Hang on, folks ... I think we may have had a bit of a knee-jerk here, in response in part to the framing by BigThink (especially that obnoxious headline) rather than by Dawkins' own statements in context:
How do you feel about recent attempts to end aging?
Richard Dawkins: It's easy to see why people might wish to prolong their own lives. It's a rather selfish pursuit unless you recognize and do something about the fact that birth rates are not declining in the world as a whole, and the population is rising rapidly. ... So to prolong human life in an irresponsible, profligate way would be indeed irresponsible unless you at the same time reduced birth rates. If everybody lived for ever, then we'd better stop any new people being born. Otherwise we're going to be hideously overcrowded. And it's a rather presumptuous, arrogant thing to do, some might say, to say, right, well, the present generation are the last ones to reproduce. We'd better all just sit here and enjoy our lives for thousands of years. We're obviously a long way away from that now, but I know there are some people who see that as a kind of ideal, and they certainly need to think seriously about what to do about population size.
While it doesn't look as if Dawkins is exactly going to be a prominent booster of radical life extension, he's clearly not saying "we must all die on schedule, to avoid overpopulation" but "
IF we're going to do this, we're going to have to do something about overpopulation." This is, in fact, an entirely reasonable position; indeed, it's my own and (contra someone's statement earlier in the thread)
Dr. de Grey's. The main difference is that Dawkins seems to lack much interest, whereas it's bloody obvious to me and others that it's a moral imperative to cure the terrible degenerative disease known as biological aging on the most aggressive possible schedule (and you're all donating your $1000/year to SENS Foundation, right?) -- but yes, we'll have to take steps to abrogate or ameliorate any adverse social side-effects, of which this is one very likely example if we don't make proactive moves to address it.

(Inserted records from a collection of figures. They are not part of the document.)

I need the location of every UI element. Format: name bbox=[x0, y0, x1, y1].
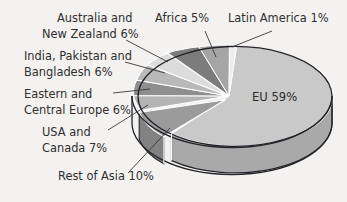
label-india-pakistan-bangladesh-line1: India, Pakistan and bbox=[24, 49, 132, 63]
label-eu: EU 59% bbox=[252, 90, 297, 104]
label-latin-america: Latin America 1% bbox=[228, 11, 329, 25]
label-eastern-central-europe-line2: Central Europe 6% bbox=[24, 103, 131, 117]
label-usa-canada-line2: Canada 7% bbox=[42, 141, 107, 155]
label-australia-new-zealand-line2: New Zealand 6% bbox=[42, 27, 139, 41]
pie-chart-svg: Africa 5% Latin America 1% Australia and… bbox=[0, 0, 347, 202]
label-australia-new-zealand-line1: Australia and bbox=[57, 11, 132, 25]
label-eastern-central-europe-line1: Eastern and bbox=[24, 87, 92, 101]
label-africa: Africa 5% bbox=[155, 11, 209, 25]
pie-chart-figure: Africa 5% Latin America 1% Australia and… bbox=[0, 0, 347, 202]
label-india-pakistan-bangladesh-line2: Bangladesh 6% bbox=[24, 65, 113, 79]
label-rest-of-asia: Rest of Asia 10% bbox=[58, 169, 154, 183]
label-usa-canada-line1: USA and bbox=[42, 125, 91, 139]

(Yes, contrary to what Dawkins says, most projections currently predict global subreplacement fertility sometime in the next few decades -- but no, that won't be enough to counteract an average lifespan of ~1000 yrs. Nor do Dr. Gavrilov's projections get us off the hook, tho' they make it clear that the situation isn't as immediate or as inescapable a crisis as naysayers assume or assert: even a population
rate increase equivalent to that of the postwar Baby Boom, starting at ~7 bn people and perpetuated indefinitely, would rapidly become disastrous ...).
Edited by Michael, 02 June 2010 - 07:07 PM.